I’m a diplomat by profession. I’m white, single, straight, solvent. I work with a great bunch of people and I’m lucky with my friends. I travel a lot, but I love coming home to
this apartment with its brilliant view over the ocean. I have company from time to time, but there’s no one really serious in my life.

I was born in England, but I’ve lived here since I finished school twelve years ago. ‘Here’ is Century City, Capital of Millennium, a country occupying a landmass on the West
Coast of Africa as old as time itself, although our nation was born only twenty-one years ago today.

Millennium’s struggle into existence is the kernel of my story, but there’s a more personal element to it as well. Our country’s founding president was David Heaven who’s
been long gone from life and much longer from that post. I was twenty-two when he died and I knew him a bit because he had been close to our family since I was a boy and he features in my earliest
memories. He was gruff but kind, and to give him his due, he was a pretty good communicator with all age groups. Plus of course, David Heaven was for a while the
man
of Millennium and was
therefore a significant figure. Until his death, I thought of him as an important family friend and after he had gone, I simply thought about him less and less. I certainly had no idea that he was
my biological grandfather, the father of my mother. So this news hit me like a thunderbolt.

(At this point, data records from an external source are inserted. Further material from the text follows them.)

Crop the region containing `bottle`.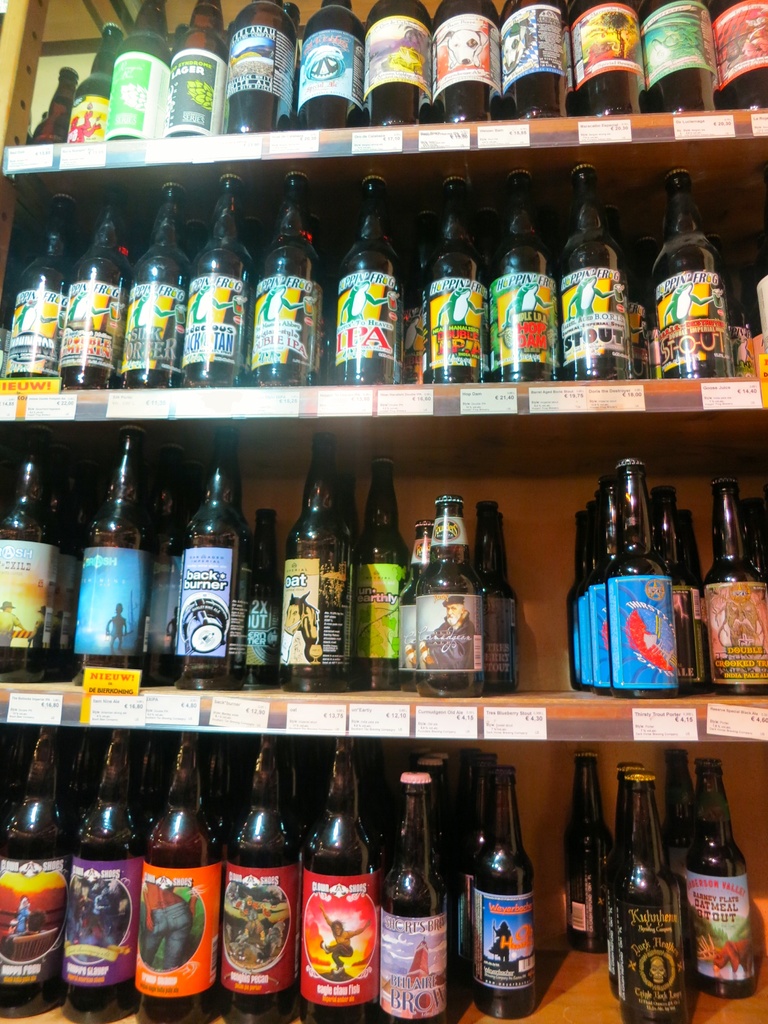
Crop region: box(356, 469, 414, 696).
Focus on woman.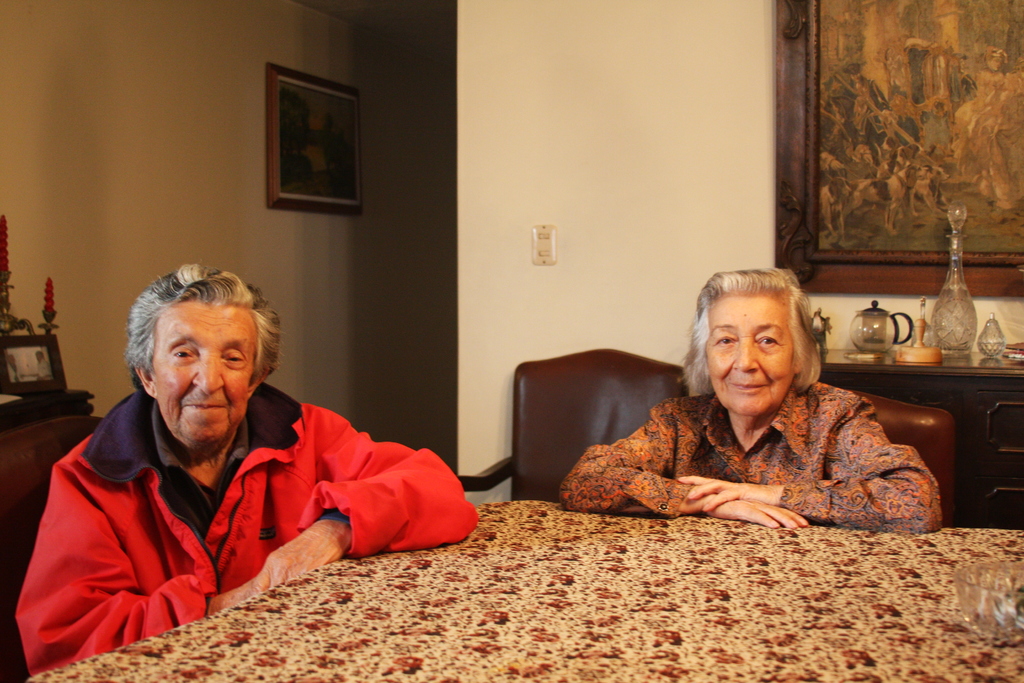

A little over a year ago, I was spending a lot of working time in New York and I had a visit from a Frenchman called Guy Labarre. He’s not a relative but our families have been intertwined
over many years. Guy is a human rights lawyer and we did have a bit of business to do together, but that was not the reason to bring him calling. He bought me lunch and took the opportunity to hand
over a letter written to me by David Heaven. It doesn’t say much, just a simple message addressed to me in his handwriting which I recognised on the envelope.